Articles

Neil Lennon: Burning Down The House.

|
Image for Neil Lennon: Burning Down The House.

Imagine you hear that one of your favourite books has been optioned as a stage-play and it was going to be produced and directed by a local hero, a guy you greatly admire, and that it will involve some of your favourite actors.

Imagine they slapped a whopping great £500 price tag on the tickets.

If plays were your thing and if the book was special to you – something that genuinely touched your heart – you might well lay your money down.

You would spend weeks, maybe months, in anticipation of the opening night. You would buy yourself some tidy new threads. You would plan, perhaps, to make a night of it with dinner and drinks and you’d get very excited as the day of the curtain raiser arrived.

And then you get there and you find that the script veers radically from the book you love.

The acting is lifeless, the delivery of the lines wooden.

The stage and the hall are an unkempt mess. The fabric on the seats is frayed and even ripping.

The concierges are a nightmare.

The whole experience is ruinous to your memory of the book.

The whole show is dreadful.

So you boo along with the rest, and you leave angry and bewildered.

You retire to the nearest pub, filled with grumbling patrons, annoyed at the utter waste, shocked at the poor quality of all involved.

Suddenly, the big screen TV gets switched on; the guy responsible for all this is doing an opening night interview in the foyer of the hall next door. Everyone falls silent to hear the inevitable apology.

But you don’t get an apology.

Instead you get a gush of self-pitying garbage.

You listen, disbelieving, as you are told you were all a poor audience who don’t recognise art.

That the book in question was over-rated dreck and you shouldn’t have put much store in the characters or plots and that it needed changing, and that those changes were for the better.

This guy then starts ranting that he feels personally slighted, and he wails about how bad the experience was for him.

That he can’t believe the sense of entitlement from people who get mad when they spend a lot of money for something that fails to deliver in any way, shape or form.

There’s no self-analysis.

There’s no recognition that if he’d have done his job right that the whole show would have gone differently.

No recognition that he had made changes that were un-necessary, that he’d failed to inspire the actors – good actors, not a bunch of amateurs still in drama school – that he’d set the whole thing up wrong and then had the cheek to charge outrageously for the product.

You might come away from watching that interview even more angry than you were at the poor quality of the show itself.

You might come away from watching that vowing that you would never go and see anything even vaguely connected to his name again.

And wish him well for the future?

Jesus, even if you’d been a fan before nothing is more sure-fire certain to switch you off for good than seeing this joker, who after all is still taking his fee, and whose entire lifestyle has been built on the back of his audience, pissing all over them.

A hard night for him?

What about all you poor bastards who paid good money to watch it?

And you might also think that he’s done his career prospects no little damage as well, because if he’ll treat his home-town audience like this, the people who’ve been loyal to him for years, then why would Broadway even entertain his petty, snide, self-centredness? His egotism?

His failure to admit when he’s wrong?

Major theatre owners like to see a little humility from their producers when things go to shit. They don’t want somebody who refuses to take any personal responsibility … far less one who blames the audience and assures that some never come back.

Sulking, bitter, self-absorbed prima donnas are common in that business … but nobody likes them and one of the things big time theatre owners love is when one of them self-destructs, giving everyone a reason to freeze them out for a while.

So this guy might find it difficult ever getting hired as a producer and director again. Moreover, he might find it hard to find a drop of sympathy for his position when he’s struggling to get back into the business.

Most importantly, he’s no longer the local hero; he’s a money-grubbing mercenary who made his living off the back of the audience he’s just disdained.

Guys like that, who cares what their next career move is?

Who cares if they even have a career?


TO DO> Read through the listing below and copy each line in which the word "climate" occurs.

═════ RECORDS PROVIDED

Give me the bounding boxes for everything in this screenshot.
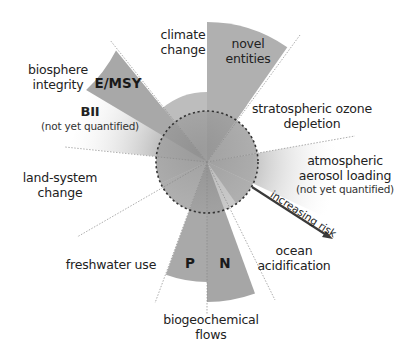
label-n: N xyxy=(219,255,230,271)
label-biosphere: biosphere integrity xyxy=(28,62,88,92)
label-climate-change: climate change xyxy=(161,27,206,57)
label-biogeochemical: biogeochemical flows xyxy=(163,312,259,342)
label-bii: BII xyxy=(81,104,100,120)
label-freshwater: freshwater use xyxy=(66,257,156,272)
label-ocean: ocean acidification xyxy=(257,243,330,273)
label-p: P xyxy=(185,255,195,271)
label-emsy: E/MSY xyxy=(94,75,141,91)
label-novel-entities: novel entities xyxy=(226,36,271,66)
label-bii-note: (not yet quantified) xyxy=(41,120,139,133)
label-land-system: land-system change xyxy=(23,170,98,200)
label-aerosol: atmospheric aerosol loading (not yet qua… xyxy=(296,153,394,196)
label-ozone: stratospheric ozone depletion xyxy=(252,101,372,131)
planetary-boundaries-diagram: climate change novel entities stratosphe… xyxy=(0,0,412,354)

══════════
═════ RECORDS PROVIDED

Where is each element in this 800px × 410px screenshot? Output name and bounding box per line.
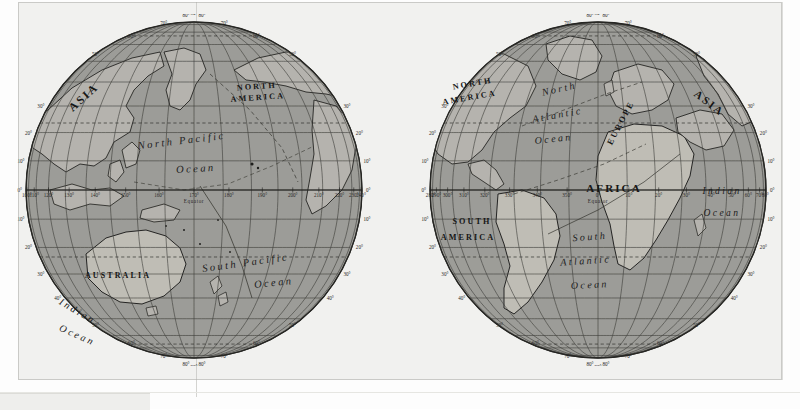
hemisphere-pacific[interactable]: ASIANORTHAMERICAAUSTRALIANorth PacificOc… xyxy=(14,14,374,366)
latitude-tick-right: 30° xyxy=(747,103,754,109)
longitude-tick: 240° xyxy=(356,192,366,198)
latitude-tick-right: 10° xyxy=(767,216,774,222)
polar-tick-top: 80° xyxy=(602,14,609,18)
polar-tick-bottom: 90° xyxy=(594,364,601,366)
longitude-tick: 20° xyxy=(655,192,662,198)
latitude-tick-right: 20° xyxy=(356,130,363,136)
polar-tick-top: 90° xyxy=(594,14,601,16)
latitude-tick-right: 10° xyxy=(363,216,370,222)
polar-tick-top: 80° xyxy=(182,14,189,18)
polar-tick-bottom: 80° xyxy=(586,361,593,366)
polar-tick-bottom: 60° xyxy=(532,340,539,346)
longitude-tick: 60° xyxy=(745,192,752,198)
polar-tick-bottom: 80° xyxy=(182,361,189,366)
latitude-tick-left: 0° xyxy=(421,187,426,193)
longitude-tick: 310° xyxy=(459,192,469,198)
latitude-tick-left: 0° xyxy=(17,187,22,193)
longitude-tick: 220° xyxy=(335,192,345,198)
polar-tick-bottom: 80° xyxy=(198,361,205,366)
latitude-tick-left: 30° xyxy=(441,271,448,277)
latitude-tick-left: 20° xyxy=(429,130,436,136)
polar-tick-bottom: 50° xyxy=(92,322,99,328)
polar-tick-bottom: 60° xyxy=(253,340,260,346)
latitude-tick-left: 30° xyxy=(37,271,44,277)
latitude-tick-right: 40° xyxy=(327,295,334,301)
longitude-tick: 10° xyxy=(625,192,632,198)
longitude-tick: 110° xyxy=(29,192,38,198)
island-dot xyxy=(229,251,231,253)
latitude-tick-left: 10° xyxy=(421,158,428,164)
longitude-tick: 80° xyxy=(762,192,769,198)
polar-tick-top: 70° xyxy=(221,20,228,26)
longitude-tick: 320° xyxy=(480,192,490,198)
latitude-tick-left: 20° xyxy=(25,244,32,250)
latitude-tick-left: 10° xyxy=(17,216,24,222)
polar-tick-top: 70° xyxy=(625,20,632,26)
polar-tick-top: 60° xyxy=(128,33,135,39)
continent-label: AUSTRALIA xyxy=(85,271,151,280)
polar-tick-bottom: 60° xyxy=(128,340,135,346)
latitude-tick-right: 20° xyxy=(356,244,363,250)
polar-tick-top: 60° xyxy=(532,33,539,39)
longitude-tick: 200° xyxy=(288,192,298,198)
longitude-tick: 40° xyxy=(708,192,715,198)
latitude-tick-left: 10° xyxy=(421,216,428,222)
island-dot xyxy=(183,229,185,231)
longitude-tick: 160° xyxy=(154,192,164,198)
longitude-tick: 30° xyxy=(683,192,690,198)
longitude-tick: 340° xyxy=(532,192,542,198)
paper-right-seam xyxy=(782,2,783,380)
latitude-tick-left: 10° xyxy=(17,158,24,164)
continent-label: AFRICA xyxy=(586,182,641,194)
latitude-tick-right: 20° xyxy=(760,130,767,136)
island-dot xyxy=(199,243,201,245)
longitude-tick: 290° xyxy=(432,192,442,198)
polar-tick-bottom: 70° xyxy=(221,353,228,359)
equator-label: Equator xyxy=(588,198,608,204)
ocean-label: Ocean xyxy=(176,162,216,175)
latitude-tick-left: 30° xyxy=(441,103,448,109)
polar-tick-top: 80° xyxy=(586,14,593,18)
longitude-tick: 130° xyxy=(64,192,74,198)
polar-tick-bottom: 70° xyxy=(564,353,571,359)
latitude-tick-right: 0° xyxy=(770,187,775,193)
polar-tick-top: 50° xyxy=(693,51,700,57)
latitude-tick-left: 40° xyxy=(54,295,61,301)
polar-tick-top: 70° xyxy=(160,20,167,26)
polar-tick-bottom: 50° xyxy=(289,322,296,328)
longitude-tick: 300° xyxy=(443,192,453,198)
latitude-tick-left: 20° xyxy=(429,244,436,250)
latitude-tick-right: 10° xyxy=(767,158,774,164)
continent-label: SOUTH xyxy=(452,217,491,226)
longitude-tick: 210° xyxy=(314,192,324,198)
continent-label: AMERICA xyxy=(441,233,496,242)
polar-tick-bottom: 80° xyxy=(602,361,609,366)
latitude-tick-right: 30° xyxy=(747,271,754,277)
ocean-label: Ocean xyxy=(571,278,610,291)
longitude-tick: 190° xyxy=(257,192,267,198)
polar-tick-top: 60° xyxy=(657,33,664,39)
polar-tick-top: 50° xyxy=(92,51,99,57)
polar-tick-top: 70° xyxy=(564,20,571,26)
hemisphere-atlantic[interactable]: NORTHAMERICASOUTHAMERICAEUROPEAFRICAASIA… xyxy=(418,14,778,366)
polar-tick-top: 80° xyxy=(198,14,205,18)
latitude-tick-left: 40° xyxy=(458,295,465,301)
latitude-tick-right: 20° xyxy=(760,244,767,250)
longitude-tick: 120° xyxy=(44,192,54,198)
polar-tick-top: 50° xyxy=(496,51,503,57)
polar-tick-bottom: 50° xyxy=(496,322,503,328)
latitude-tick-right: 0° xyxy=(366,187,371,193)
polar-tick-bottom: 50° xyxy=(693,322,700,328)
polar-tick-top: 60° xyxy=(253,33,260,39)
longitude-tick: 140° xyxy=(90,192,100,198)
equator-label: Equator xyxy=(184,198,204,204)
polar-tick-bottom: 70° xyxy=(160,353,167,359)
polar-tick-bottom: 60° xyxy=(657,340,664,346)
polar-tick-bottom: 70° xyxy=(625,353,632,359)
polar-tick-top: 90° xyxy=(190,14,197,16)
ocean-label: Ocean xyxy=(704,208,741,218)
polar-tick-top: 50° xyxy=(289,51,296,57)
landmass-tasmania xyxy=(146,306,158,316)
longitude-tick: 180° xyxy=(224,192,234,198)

══════════
═════ RECORDS PROVIDED

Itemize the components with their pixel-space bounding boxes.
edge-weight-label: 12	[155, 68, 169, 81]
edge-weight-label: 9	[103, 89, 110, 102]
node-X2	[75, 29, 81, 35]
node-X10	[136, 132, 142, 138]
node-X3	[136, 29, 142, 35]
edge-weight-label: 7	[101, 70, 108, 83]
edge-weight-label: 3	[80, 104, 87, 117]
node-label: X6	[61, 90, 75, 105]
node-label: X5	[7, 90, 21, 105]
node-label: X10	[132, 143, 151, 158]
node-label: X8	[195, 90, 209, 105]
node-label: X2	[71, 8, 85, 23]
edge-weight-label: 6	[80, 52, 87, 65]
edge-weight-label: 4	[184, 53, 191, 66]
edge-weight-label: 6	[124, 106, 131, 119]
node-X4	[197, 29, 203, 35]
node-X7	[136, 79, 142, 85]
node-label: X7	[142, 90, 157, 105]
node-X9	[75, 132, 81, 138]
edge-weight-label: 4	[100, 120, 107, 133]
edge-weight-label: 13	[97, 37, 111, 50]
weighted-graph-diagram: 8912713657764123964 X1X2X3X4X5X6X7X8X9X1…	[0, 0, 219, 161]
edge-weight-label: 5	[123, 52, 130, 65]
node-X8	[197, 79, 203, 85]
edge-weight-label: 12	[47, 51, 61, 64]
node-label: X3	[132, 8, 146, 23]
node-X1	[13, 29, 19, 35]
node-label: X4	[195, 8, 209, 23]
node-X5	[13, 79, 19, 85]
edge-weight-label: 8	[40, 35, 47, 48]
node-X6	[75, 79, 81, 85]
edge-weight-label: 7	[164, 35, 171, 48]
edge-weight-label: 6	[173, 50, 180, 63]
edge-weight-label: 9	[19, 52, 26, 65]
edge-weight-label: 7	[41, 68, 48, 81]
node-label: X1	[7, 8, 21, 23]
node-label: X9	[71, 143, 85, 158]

══════════

TASK ANSWER>
label-climate-change: climate change xyxy=(161,27,206,57)
planetary-boundaries-diagram: climate change novel entities stratosphe… xyxy=(0,0,412,354)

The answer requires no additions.